Task instructions: Restrict the output to the lines below starting at the one that contains "Identify the location of Tennis." and ending at the one that contains "The height and width of the screenshot is (1717, 813).", and restate them word for word, both ends included.

Dataset entries
--- START ---
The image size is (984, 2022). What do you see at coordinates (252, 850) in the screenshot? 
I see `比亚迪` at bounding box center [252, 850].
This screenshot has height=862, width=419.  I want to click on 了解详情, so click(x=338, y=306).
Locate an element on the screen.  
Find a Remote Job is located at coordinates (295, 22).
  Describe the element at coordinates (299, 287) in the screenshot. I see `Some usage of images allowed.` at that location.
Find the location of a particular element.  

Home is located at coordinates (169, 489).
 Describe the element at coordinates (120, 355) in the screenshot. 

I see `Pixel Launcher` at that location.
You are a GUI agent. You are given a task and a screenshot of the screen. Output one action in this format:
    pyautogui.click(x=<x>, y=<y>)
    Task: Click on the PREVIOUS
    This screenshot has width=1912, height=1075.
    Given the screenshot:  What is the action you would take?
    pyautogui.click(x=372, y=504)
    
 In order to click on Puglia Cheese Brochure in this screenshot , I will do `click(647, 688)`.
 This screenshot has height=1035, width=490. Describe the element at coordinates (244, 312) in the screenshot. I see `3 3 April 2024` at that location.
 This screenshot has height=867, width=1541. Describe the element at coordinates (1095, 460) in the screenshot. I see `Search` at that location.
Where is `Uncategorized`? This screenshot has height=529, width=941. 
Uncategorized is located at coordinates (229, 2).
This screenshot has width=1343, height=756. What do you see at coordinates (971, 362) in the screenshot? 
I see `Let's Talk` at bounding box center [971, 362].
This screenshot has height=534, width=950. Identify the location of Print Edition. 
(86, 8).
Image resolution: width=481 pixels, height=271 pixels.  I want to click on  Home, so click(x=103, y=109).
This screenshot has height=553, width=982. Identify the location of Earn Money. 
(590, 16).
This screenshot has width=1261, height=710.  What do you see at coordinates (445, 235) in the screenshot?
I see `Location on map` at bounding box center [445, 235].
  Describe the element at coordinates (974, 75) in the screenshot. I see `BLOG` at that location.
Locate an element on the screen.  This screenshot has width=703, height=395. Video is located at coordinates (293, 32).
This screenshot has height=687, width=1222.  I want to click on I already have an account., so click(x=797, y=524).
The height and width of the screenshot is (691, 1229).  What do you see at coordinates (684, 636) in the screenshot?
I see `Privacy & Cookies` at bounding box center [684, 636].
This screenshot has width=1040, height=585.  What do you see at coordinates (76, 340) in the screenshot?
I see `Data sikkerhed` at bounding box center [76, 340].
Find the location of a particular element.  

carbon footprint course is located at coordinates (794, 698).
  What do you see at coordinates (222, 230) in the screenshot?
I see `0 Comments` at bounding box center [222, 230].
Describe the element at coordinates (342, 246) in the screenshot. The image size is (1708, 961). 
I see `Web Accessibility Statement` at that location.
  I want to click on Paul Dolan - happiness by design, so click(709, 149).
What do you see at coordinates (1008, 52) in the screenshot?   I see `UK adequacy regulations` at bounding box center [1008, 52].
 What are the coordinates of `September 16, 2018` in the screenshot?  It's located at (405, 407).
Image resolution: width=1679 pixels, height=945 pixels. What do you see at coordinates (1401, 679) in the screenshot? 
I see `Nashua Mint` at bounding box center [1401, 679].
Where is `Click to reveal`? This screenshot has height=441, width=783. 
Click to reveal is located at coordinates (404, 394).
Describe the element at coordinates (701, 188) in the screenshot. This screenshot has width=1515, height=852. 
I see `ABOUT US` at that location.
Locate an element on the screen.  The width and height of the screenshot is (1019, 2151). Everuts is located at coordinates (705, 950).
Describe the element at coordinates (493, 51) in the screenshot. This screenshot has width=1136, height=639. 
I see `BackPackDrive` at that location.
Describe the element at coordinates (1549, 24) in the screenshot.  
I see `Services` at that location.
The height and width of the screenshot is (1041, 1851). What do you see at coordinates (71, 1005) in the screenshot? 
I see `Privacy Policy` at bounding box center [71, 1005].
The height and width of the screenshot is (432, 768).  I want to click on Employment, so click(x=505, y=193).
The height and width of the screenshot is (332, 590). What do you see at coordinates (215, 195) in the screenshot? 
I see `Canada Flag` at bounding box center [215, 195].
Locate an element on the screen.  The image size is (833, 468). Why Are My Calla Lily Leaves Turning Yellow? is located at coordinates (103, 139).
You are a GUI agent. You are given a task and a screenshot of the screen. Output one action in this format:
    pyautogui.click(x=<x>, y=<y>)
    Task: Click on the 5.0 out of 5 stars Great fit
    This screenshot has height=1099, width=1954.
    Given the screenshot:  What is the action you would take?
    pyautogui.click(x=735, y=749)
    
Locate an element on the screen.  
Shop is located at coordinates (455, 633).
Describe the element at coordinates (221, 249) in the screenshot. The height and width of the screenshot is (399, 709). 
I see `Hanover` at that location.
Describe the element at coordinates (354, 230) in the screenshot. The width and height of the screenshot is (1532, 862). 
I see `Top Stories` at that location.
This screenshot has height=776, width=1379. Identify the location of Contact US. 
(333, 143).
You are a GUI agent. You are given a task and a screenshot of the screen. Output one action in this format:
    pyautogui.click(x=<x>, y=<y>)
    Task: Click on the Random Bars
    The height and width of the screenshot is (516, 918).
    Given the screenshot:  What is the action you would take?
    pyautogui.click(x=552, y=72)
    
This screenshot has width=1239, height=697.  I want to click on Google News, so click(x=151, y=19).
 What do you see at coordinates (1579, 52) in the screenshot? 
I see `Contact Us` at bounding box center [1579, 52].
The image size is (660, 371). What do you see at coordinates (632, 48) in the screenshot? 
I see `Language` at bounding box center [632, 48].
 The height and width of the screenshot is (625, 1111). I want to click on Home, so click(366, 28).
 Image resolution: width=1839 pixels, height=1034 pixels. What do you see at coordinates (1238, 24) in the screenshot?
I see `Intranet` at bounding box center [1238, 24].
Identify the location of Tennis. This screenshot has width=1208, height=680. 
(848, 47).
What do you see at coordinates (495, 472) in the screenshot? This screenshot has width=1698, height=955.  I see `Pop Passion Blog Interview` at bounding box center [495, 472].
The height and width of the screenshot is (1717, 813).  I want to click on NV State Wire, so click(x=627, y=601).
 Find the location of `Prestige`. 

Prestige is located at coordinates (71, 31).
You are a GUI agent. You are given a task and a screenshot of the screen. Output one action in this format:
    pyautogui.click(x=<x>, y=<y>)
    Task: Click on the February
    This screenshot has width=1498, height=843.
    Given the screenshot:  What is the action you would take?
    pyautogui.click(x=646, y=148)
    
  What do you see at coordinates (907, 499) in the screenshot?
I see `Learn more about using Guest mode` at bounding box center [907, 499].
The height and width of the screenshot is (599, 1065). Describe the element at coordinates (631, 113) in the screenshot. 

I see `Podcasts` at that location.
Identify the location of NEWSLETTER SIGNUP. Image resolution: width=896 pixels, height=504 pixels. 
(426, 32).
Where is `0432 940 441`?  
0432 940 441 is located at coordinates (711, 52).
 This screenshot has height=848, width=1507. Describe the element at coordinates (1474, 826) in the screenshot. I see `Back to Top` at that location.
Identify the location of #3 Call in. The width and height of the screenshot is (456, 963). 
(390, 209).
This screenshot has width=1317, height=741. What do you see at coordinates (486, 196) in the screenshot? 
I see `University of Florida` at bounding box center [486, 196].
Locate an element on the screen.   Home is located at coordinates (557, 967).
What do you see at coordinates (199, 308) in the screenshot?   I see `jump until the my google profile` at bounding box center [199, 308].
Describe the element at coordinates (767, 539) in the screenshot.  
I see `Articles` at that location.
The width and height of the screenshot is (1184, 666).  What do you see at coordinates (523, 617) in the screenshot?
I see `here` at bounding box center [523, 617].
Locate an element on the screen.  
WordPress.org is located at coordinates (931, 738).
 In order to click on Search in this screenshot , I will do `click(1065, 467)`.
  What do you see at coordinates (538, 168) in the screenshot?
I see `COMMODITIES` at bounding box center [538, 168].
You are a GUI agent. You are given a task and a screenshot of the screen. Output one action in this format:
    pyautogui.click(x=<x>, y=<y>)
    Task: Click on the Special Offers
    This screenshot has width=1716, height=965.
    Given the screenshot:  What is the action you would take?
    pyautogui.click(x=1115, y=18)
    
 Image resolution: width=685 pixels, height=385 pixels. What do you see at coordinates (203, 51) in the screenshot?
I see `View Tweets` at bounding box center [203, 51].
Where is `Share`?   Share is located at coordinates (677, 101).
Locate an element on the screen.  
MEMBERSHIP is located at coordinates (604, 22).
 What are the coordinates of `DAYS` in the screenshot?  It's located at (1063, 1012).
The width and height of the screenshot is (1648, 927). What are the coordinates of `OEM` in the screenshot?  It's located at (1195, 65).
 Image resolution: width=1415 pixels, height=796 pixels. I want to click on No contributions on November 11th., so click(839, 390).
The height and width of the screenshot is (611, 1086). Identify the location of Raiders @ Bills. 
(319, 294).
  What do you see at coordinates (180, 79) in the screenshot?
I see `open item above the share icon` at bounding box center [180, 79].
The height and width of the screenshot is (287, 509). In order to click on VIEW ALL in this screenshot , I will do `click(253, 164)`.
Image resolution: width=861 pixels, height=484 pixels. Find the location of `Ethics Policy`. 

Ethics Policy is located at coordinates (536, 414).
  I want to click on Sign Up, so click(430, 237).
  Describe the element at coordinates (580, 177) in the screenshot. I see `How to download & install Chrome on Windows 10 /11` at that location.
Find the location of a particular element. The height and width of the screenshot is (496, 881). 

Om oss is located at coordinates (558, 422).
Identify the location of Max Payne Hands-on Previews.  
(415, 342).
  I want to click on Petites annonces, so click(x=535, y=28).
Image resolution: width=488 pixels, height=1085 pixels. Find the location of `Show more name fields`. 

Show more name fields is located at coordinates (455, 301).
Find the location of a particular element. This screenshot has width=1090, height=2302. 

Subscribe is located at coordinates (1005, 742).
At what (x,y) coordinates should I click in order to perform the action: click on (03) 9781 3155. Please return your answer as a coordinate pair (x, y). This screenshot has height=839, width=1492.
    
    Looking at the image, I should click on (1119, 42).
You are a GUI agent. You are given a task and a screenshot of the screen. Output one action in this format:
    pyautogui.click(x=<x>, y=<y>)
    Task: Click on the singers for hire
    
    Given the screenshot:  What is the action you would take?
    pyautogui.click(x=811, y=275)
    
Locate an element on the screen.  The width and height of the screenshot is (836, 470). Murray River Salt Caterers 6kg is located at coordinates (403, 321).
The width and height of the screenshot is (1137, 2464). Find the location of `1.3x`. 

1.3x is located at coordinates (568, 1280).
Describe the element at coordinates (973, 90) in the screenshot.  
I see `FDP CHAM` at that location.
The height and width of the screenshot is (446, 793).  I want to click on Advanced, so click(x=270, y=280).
--- END ---
Solution:
Identify the location of Tennis. This screenshot has width=1208, height=680. 
(848, 47).
What do you see at coordinates (495, 472) in the screenshot? This screenshot has width=1698, height=955.  I see `Pop Passion Blog Interview` at bounding box center [495, 472].
The height and width of the screenshot is (1717, 813).  I want to click on NV State Wire, so click(x=627, y=601).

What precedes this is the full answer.